EXPLAIN QUERY PLAN SELECT * FROM orders WHERE customer_id = 42;
Key output terms:
SCAN table— full table scan; check whether an index would helpSEARCH table USING INDEX— index-assisted lookupSEARCH table USING COVERING INDEX— no table lookup needed (best)USE TEMP B-TREE FOR ORDER BY— a sort step is required; an index on the ORDER BY columns may eliminate itAUTOMATIC INDEX— SQLite created a temporary index; a permanent index would helpCORRELATED SCALAR SUBQUERY— runs once per outer row; rewrite as a JOIN
Enable automatic query plan output in the SQLite CLI: .eqp on.
When NOT to Index
Every index is maintained on every INSERT, UPDATE, and DELETE. The number of indexes on a table is the dominant factor for insert performance — heavily indexed tables can see 5x slower inserts.
SHOULD NOT index:
- Columns that are never in a WHERE, JOIN, or ORDER BY clause.

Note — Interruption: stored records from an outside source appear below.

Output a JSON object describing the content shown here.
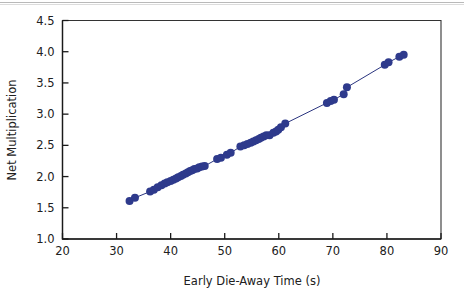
{
  "chart_data": {
    "type": "scatter",
    "title": "",
    "xlabel": "Early Die-Away Time (s)",
    "ylabel": "Net Multiplication",
    "xlim": [
      20,
      90
    ],
    "ylim": [
      1.0,
      4.5
    ],
    "xticks": [
      20,
      30,
      40,
      50,
      60,
      70,
      80,
      90
    ],
    "yticks": [
      1.0,
      1.5,
      2.0,
      2.5,
      3.0,
      3.5,
      4.0,
      4.5
    ],
    "xtick_labels": [
      "20",
      "30",
      "40",
      "50",
      "60",
      "70",
      "80",
      "90"
    ],
    "ytick_labels": [
      "1.0",
      "1.5",
      "2.0",
      "2.5",
      "3.0",
      "3.5",
      "4.0",
      "4.5"
    ],
    "grid": false,
    "legend": null,
    "marker_color": "#2e3a8c",
    "line_color": "#2b357f",
    "marker_size": 8,
    "connected": true,
    "series": [
      {
        "name": "Net multiplication vs early die-away time",
        "x": [
          32.4,
          33.4,
          36.2,
          36.9,
          37.6,
          38.3,
          38.9,
          39.4,
          40.0,
          40.5,
          41.0,
          41.4,
          41.9,
          42.3,
          42.8,
          43.2,
          43.6,
          44.0,
          44.4,
          44.9,
          45.3,
          45.8,
          46.3,
          48.6,
          49.3,
          50.4,
          51.1,
          52.9,
          53.6,
          54.2,
          54.8,
          55.3,
          55.8,
          56.3,
          56.7,
          57.2,
          57.7,
          58.3,
          59.0,
          59.5,
          59.9,
          60.4,
          61.2,
          68.9,
          69.6,
          70.2,
          72.0,
          72.6,
          79.6,
          80.3,
          82.3,
          83.1
        ],
        "y": [
          1.61,
          1.66,
          1.76,
          1.79,
          1.83,
          1.86,
          1.89,
          1.91,
          1.93,
          1.95,
          1.97,
          1.99,
          2.01,
          2.03,
          2.05,
          2.07,
          2.09,
          2.1,
          2.12,
          2.13,
          2.15,
          2.16,
          2.17,
          2.28,
          2.3,
          2.35,
          2.38,
          2.48,
          2.5,
          2.52,
          2.54,
          2.56,
          2.58,
          2.6,
          2.62,
          2.64,
          2.66,
          2.66,
          2.7,
          2.72,
          2.75,
          2.79,
          2.85,
          3.18,
          3.21,
          3.23,
          3.32,
          3.43,
          3.79,
          3.83,
          3.92,
          3.95
        ]
      }
    ]
  },
  "page": {
    "background": "#ffffff"
  }
}
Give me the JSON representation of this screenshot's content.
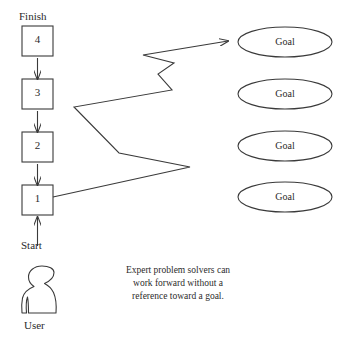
{
  "diagram": {
    "endpoints": {
      "finish_label": "Finish",
      "start_label": "Start",
      "user_label": "User"
    },
    "steps": [
      {
        "label": "4",
        "x": 22,
        "y": 26
      },
      {
        "label": "3",
        "x": 22,
        "y": 79
      },
      {
        "label": "2",
        "x": 22,
        "y": 132
      },
      {
        "label": "1",
        "x": 22,
        "y": 185
      }
    ],
    "goals": [
      {
        "label": "Goal",
        "cy": 42
      },
      {
        "label": "Goal",
        "cy": 94
      },
      {
        "label": "Goal",
        "cy": 146
      },
      {
        "label": "Goal",
        "cy": 197
      }
    ],
    "caption": {
      "line1": "Expert problem solvers can",
      "line2": "work forward without a",
      "line3": "reference toward a goal."
    },
    "icons": {
      "user": "user-silhouette-icon",
      "zigzag_arrow": "zigzag-arrow-icon",
      "up_arrow": "up-arrow-icon"
    },
    "colors": {
      "stroke": "#3a3a3a",
      "text": "#2b2b2b",
      "background": "#ffffff"
    }
  }
}
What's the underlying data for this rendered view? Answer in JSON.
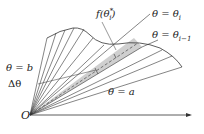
{
  "diagram": {
    "labels": {
      "origin": "O",
      "theta_b": "θ = b",
      "theta_a": "θ = a",
      "theta_i": "θ = θ",
      "theta_i_sub": "i",
      "theta_i1": "θ = θ",
      "theta_i1_sub": "i−1",
      "delta_theta": "Δθ",
      "f_theta": "f(θ",
      "f_theta_sup": "*",
      "f_theta_sub": "i",
      "f_theta_close": ")"
    },
    "colors": {
      "line": "#333333",
      "sector_fill": "#cfcfcf"
    }
  }
}
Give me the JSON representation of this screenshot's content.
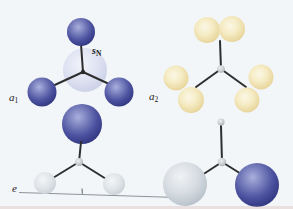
{
  "figure": {
    "background_color": "#f3f6f8",
    "labels": {
      "sN": {
        "base": "s",
        "sub": "N"
      },
      "a1": {
        "base": "a",
        "sub": "1"
      },
      "a2": {
        "base": "a",
        "sub": "2"
      },
      "e": {
        "base": "e",
        "sub": ""
      }
    },
    "colors": {
      "blue_orbital": "#4b519f",
      "blue_orbital_highlight": "#aab0dd",
      "blue_orbital_edge": "#2b3072",
      "pale_yellow_orbital": "#f0e4ba",
      "pale_yellow_edge": "#d3ba74",
      "silver_orbital": "#ccd4db",
      "small_gray_orbital": "#dde1e6",
      "central_atom_sphere": "#d8dcee",
      "junction_node": "#c2c5c8",
      "bond": "#2e2e2e",
      "baseline": "#8d939a",
      "label_text": "#222222"
    }
  }
}
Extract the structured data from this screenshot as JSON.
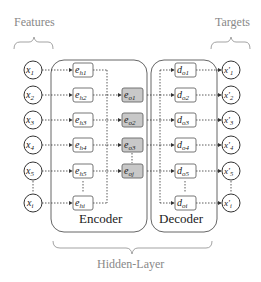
{
  "labels": {
    "features": "Features",
    "targets": "Targets",
    "encoder": "Encoder",
    "decoder": "Decoder",
    "hidden_layer": "Hidden-Layer"
  },
  "inputs": [
    {
      "base": "x",
      "sub": "1"
    },
    {
      "base": "x",
      "sub": "2"
    },
    {
      "base": "x",
      "sub": "3"
    },
    {
      "base": "x",
      "sub": "4"
    },
    {
      "base": "x",
      "sub": "5"
    },
    {
      "base": "x",
      "sub": "i"
    }
  ],
  "encoder_hidden": [
    {
      "base": "e",
      "sub": "h1"
    },
    {
      "base": "e",
      "sub": "h2"
    },
    {
      "base": "e",
      "sub": "h3"
    },
    {
      "base": "e",
      "sub": "h4"
    },
    {
      "base": "e",
      "sub": "h5"
    },
    {
      "base": "e",
      "sub": "hi"
    }
  ],
  "encoder_output": [
    {
      "base": "e",
      "sub": "o1"
    },
    {
      "base": "e",
      "sub": "o2"
    },
    {
      "base": "e",
      "sub": "o3"
    },
    {
      "base": "e",
      "sub": "oj"
    }
  ],
  "decoder_output": [
    {
      "base": "d",
      "sub": "o1"
    },
    {
      "base": "d",
      "sub": "o2"
    },
    {
      "base": "d",
      "sub": "o3"
    },
    {
      "base": "d",
      "sub": "o4"
    },
    {
      "base": "d",
      "sub": "o5"
    },
    {
      "base": "d",
      "sub": "oi"
    }
  ],
  "targets": [
    {
      "base": "x'",
      "sub": "1"
    },
    {
      "base": "x'",
      "sub": "2"
    },
    {
      "base": "x'",
      "sub": "3"
    },
    {
      "base": "x'",
      "sub": "4"
    },
    {
      "base": "x'",
      "sub": "5"
    },
    {
      "base": "x'",
      "sub": "i"
    }
  ],
  "colors": {
    "stroke": "#333333",
    "label_gray": "#888888",
    "box_gray_fill": "#c8c8c8",
    "box_light_fill": "#ffffff",
    "bracket": "#999999"
  }
}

- Low-cardinality columns (e.g., a boolean
is_activeon a table where 99% of rows are active) — a full table scan is often faster. - Tables that are write-only or insert-heavy with infrequent reads.
Run PRAGMA optimize periodically to keep query planner statistics current. Monitor with SELECT * FROM sqlite_stat1; (populated by ANALYZE) to see which indexes the planner is actually using.